Matilda Knowles

Pioneering Irish Botanist and Lichenologist

As a woman with a third level education, Matilda Knowles (1864-1933) was part of a generation that marked the beginning of a new era for women in the sciences. Matilda Knowles is considered the founder of modern studies of Irish lichens and contributed to the pioneering 1909-1911 Clare Island Survey. As a consequence of her experience and wide knowledge of Irish flora she became Acting Curator of the botanical section at the National Museum of Ireland in 1923.

Born in Ballymena, Co. Antrim, Knowles’ interest in botany was encouraged by her father William Knowles (1832–1927), an insurance agent, naturalist, and antiquarian. William brought Matilda and her sister Catherine to meetings of the Belfast Naturalists Field Club. It was here that Matilda met one of the most influential Irish naturalists, Robert Lloyd Praeger (1865-1953). Praeger became a life-long friend and correspondent of Matilda. Having developed her interest in the natural world with the Belfast Field Club, she and her sister went on to attend natural science classes at the Royal College of Science in Dublin.

From 1909-1911 Knowles worked with Praeger and over one hundred other scientists on the groundbreaking and multi-disciplinary Clare Island Survey.
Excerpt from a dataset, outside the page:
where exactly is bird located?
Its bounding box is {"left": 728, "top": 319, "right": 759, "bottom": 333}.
This survey was zoological, botanical, archaeological and geological. Knowles focused on lichen distribution, which became her particular area of expertise. She was invited to participate in the survey by British botanist Annie Lorrain Smith (1854-1937), a lichen expert and one of the first female fellows of the Linnean Society. Smith was paid out a separate fund in the British Museum as women could not be employed there officially. She referred to Knowles' “exceptional ability as observer and collector” and remained in close correspondence with Knowles. After the Survey, Knowles continued to study Irish lichens, culminating in her key work The Lichens of Ireland (1929), which added over one hundred lichens to the Irish list and recorded the distribution of 800 species found in Ireland. This was an immense undertaking that involved the rearrangement of thousands of disparate existing records, as well as the collection of new samples through her own field work and through correspondence with naturalists all over Ireland. There was no other lichenologist resident in Ireland at this time. Praeger praised Knowles' pivotal study as representing “one of the finest pieces of work ever carried out in any section of the Irish flora.”
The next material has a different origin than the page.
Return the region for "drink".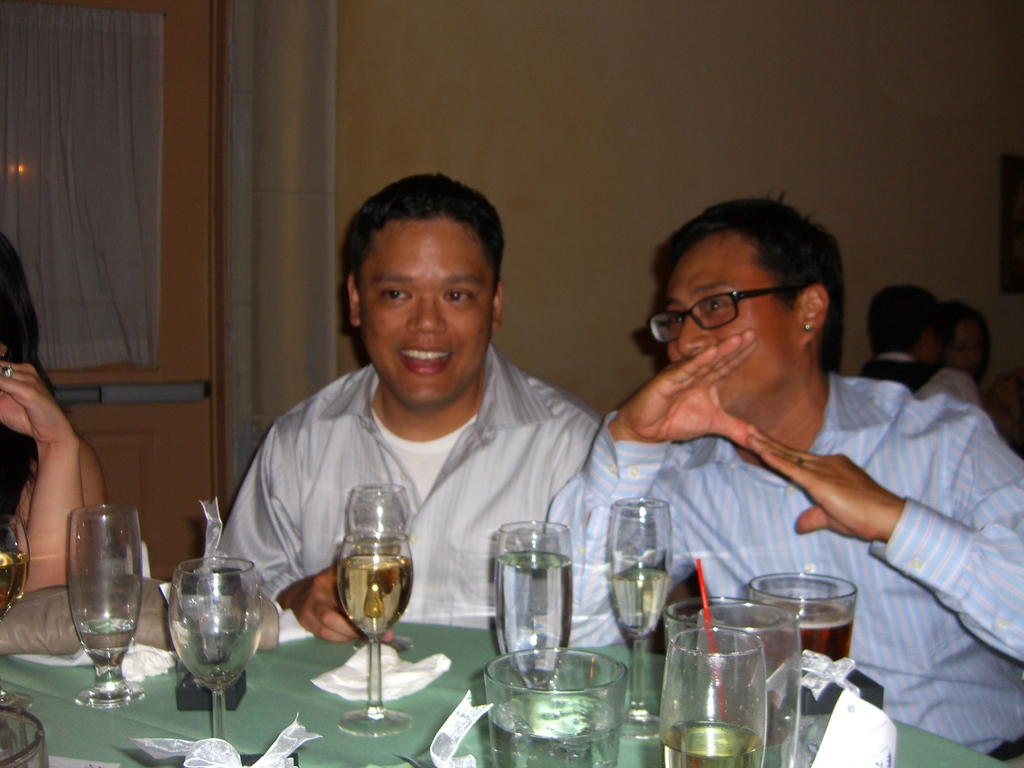
crop(0, 513, 27, 614).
In 1907 Knowles was made “Temporary” Assistant to Thomas Johnson (1863–1954), the Head of Botany at the National Museum of Science and Art (The National Museum of Ireland after 1921). She worked closely with Johnson in the production of A Handlist of Flowering Plants and Ferns (1910). On his retirement in 1923, Knowles took over as Acting Curator of the herbarium, working with Margaret Buchanan. Knowles had far-reaching influence in the field of Irish botany as she had a “wide knowledge of all matters relating to Systematic Botany.” Under Knowles’ curatorship, botanists from all over the world consulted the herbarium, corresponded with her and sent specimens. Knowles cared for and added to the collection from 1923 to her death from a short illness in 1933. The herbarium collection of dried and pressed plants is a major repository of Irish and international flora with over 750,000 samples and increasing every year. Today the collection is housed at the National Botanic Gardens where samples are used in naming and identification, conservation projects, and even for tracking climate change.

Charlotte Salter-Townshend

Charlotte Salter-Townshend completed the M.Phil in Public History & Cultural Heritage at Trinity College Dublin and is currently a Tour Guide & Information Officer at the National Botanic Gardens of Ireland.